The researchers first carried out a range of experiments to see if they could develop methods to first isolate human Treg cells targeted against anti-donor cells, and then to get them to multiply in the laboratory. They then carried out studies on a humanised mouse model that had been transplanted with human immune cells. These mice were also given a small (1cm2) human skin graft.
Some of the mice were then injected with Treg cells that specifically target anti-donor cells, some were injected with unselected Treg cells, and others did not receive an injection. After four to six weeks, the researchers examined the skin grafts for damage caused by the humanised immune system attacking the donor tissue.
The researchers found they could successfully generate a population of human Treg cells that mostly contained Tregs targeted against anti-donor cells. They could get these cells to divide in the laboratory, which allowed them to generate large numbers of them. This is important because enough cells can now be generated for their mouse experiments and for any future human testing. They also showed that these cells could indeed suppress the immune system cells that were targeting the transplanted tissue in the laboratory.
In their experiments in the humanised mouse model with a human skin graft, the researchers found that after four to six weeks the human immune cells were attacking and damaging the graft tissue. They found that injection of these mice with the anti-donor cell targeted Treg cells was more effective at reducing the damage to the graft compared to using unselected Treg cells. This meant that the skin grafts in the mice injected with the targeted Treg cells looked like normal, undamaged skin under the microscope.
The researchers conclude that their method of selecting and generating large numbers of targeted human Treg cells should be viable for scaled-up use in clinical settings. They say that their results suggest that these targeted Treg cells may improve current treatments where immune system cells are used.
Currently, people who receive a donor transplant will need to take immunosuppressant drugs for the rest of their lives to stop their immune system attacking the foreign tissue, leading to their body rejecting the transplant. Even with the use of immunosuppressants, organ rejection can still be a common complication of transplant treatment. For example, an estimated 15-25% of people who receive a new kidney will experience acute organ rejection within a year of their transplant.
These drugs also suppress the entire immune system, which makes the person more susceptible to infections and increases their risk of cancer. If more targeted ways of suppressing just the parts of the immune system that are attacking the transplant could be developed, this could potentially reduce these side effects.
The current study is an early step towards potentially achieving this goal. It utilised immune system cells called Regulatory T cells, or Tregs, which can suppress the activation of the immune system. It successfully developed a method for isolating human Treg cells that will block those cells of the immune system that attack transplanted tissues.
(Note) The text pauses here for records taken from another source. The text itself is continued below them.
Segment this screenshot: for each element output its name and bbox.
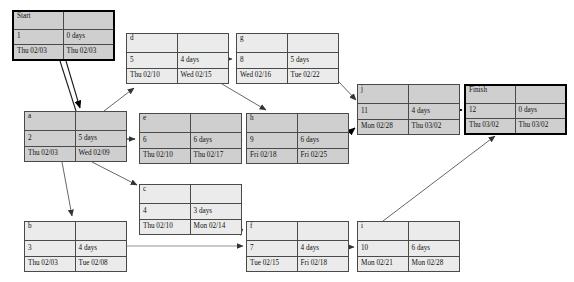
node-id-duration-row: 96 days — [247, 133, 348, 148]
node-task-id: 1 — [14, 30, 64, 44]
node-task-id: 9 — [247, 133, 298, 147]
node-name-row: i — [358, 222, 459, 241]
node-duration: 3 days — [191, 204, 242, 218]
node-id-duration-row: 120 days — [466, 104, 565, 119]
task-node-e[interactable]: e66 daysThu 02/10Thu 02/17 — [139, 113, 242, 164]
node-task-name: j — [358, 85, 409, 103]
node-id-duration-row: 74 days — [247, 241, 348, 256]
node-duration: 0 days — [64, 30, 114, 44]
node-duration: 5 days — [288, 53, 339, 67]
node-dates-row: Mon 02/21Mon 02/28 — [358, 257, 459, 271]
node-name-spacer — [191, 114, 242, 132]
node-start-date: Thu 02/10 — [140, 220, 191, 234]
node-start-date: Thu 02/03 — [25, 257, 76, 271]
node-finish-date: Mon 02/28 — [409, 257, 460, 271]
node-start-date: Thu 02/03 — [14, 45, 64, 59]
node-name-spacer — [298, 222, 349, 240]
node-task-name: f — [247, 222, 298, 240]
node-start-date: Mon 02/21 — [358, 257, 409, 271]
node-duration: 0 days — [516, 104, 566, 118]
node-finish-date: Tue 02/22 — [288, 69, 339, 83]
task-node-f[interactable]: f74 daysTue 02/15Fri 02/18 — [246, 221, 349, 272]
node-duration: 4 days — [178, 53, 229, 67]
node-start-date: Wed 02/16 — [237, 69, 288, 83]
node-id-duration-row: 66 days — [140, 133, 241, 148]
node-start-date: Mon 02/28 — [358, 120, 409, 134]
node-task-name: i — [358, 222, 409, 240]
node-task-name: g — [237, 34, 288, 52]
node-name-row: Start — [14, 12, 113, 30]
node-task-id: 7 — [247, 241, 298, 255]
node-task-id: 5 — [127, 53, 178, 67]
node-name-spacer — [64, 12, 114, 29]
edge-a-c — [92, 162, 137, 185]
node-task-id: 11 — [358, 104, 409, 118]
node-duration: 4 days — [298, 241, 349, 255]
node-name-row: e — [140, 114, 241, 133]
edge-g-j — [339, 82, 356, 100]
node-name-row: d — [127, 34, 228, 53]
task-node-finish[interactable]: Finish120 daysThu 03/02Thu 03/02 — [464, 84, 567, 135]
node-dates-row: Thu 02/10Mon 02/14 — [140, 220, 241, 234]
node-task-id: 4 — [140, 204, 191, 218]
task-node-h[interactable]: h96 daysFri 02/18Fri 02/25 — [246, 113, 349, 164]
edge-h-j — [349, 128, 355, 133]
node-task-name: Start — [14, 12, 64, 29]
node-start-date: Thu 02/10 — [127, 69, 178, 83]
node-id-duration-row: 43 days — [140, 204, 241, 219]
node-dates-row: Wed 02/16Tue 02/22 — [237, 69, 338, 83]
node-task-id: 10 — [358, 241, 409, 255]
task-node-j[interactable]: j114 daysMon 02/28Thu 03/02 — [357, 84, 460, 135]
node-start-date: Fri 02/18 — [247, 149, 298, 163]
node-task-id: 12 — [466, 104, 516, 118]
node-name-row: h — [247, 114, 348, 133]
node-duration: 4 days — [76, 241, 127, 255]
node-dates-row: Thu 02/03Thu 02/03 — [14, 45, 113, 59]
node-duration: 6 days — [298, 133, 349, 147]
node-task-name: e — [140, 114, 191, 132]
node-finish-date: Wed 02/15 — [178, 69, 229, 83]
node-task-name: Finish — [466, 86, 516, 103]
task-node-c[interactable]: c43 daysThu 02/10Mon 02/14 — [139, 184, 242, 235]
node-finish-date: Thu 03/02 — [409, 120, 460, 134]
node-task-name: d — [127, 34, 178, 52]
node-dates-row: Thu 03/02Thu 03/02 — [466, 119, 565, 133]
node-id-duration-row: 25 days — [25, 131, 126, 146]
node-name-spacer — [298, 114, 349, 132]
node-dates-row: Mon 02/28Thu 03/02 — [358, 120, 459, 134]
edge-a-d — [104, 88, 134, 111]
node-task-name: a — [25, 112, 76, 130]
node-name-spacer — [288, 34, 339, 52]
node-finish-date: Fri 02/18 — [298, 257, 349, 271]
node-task-id: 6 — [140, 133, 191, 147]
task-node-d[interactable]: d54 daysThu 02/10Wed 02/15 — [126, 33, 229, 84]
node-name-spacer — [516, 86, 566, 103]
network-diagram-canvas: Start10 daysThu 02/03Thu 02/03d54 daysTh… — [0, 0, 574, 282]
node-id-duration-row: 54 days — [127, 53, 228, 68]
node-name-row: a — [25, 112, 126, 131]
node-start-date: Tue 02/15 — [247, 257, 298, 271]
task-node-a[interactable]: a25 daysThu 02/03Wed 02/09 — [24, 111, 127, 162]
node-name-spacer — [76, 222, 127, 240]
node-name-row: b — [25, 222, 126, 241]
task-node-start[interactable]: Start10 daysThu 02/03Thu 02/03 — [12, 10, 115, 61]
node-duration: 6 days — [191, 133, 242, 147]
task-node-g[interactable]: g85 daysWed 02/16Tue 02/22 — [236, 33, 339, 84]
node-task-name: b — [25, 222, 76, 240]
node-dates-row: Thu 02/10Thu 02/17 — [140, 149, 241, 163]
node-duration: 4 days — [409, 104, 460, 118]
task-node-b[interactable]: b34 daysThu 02/03Tue 02/08 — [24, 221, 127, 272]
node-finish-date: Thu 02/17 — [191, 149, 242, 163]
task-node-i[interactable]: i106 daysMon 02/21Mon 02/28 — [357, 221, 460, 272]
node-dates-row: Thu 02/10Wed 02/15 — [127, 69, 228, 83]
edge-c-f — [242, 229, 243, 230]
node-duration: 6 days — [409, 241, 460, 255]
node-name-spacer — [409, 85, 460, 103]
node-name-row: g — [237, 34, 338, 53]
node-task-id: 8 — [237, 53, 288, 67]
node-name-row: Finish — [466, 86, 565, 104]
node-id-duration-row: 34 days — [25, 241, 126, 256]
node-finish-date: Fri 02/25 — [298, 149, 349, 163]
node-finish-date: Wed 02/09 — [76, 147, 127, 161]
node-task-id: 2 — [25, 131, 76, 145]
It was also able to generate large numbers of these targeted Treg cells in the lab.
This type of research is an essential first step in developing promising treatments that can go on to be tested in humans. Unfortunately, due to differences between species, some treatments that show promise in animals do not show the same effects in humans.
The researchers have tried to make their study as representative of human biology as possible, using special humanised mouse models that utilise mice carrying human immune system cells and human skin grafts. This means that in future the results will be more representative of what might eventually be seen in humans. However, we will need to wait for these human studies before we can judge the effectiveness and safety of this method in transplant patients.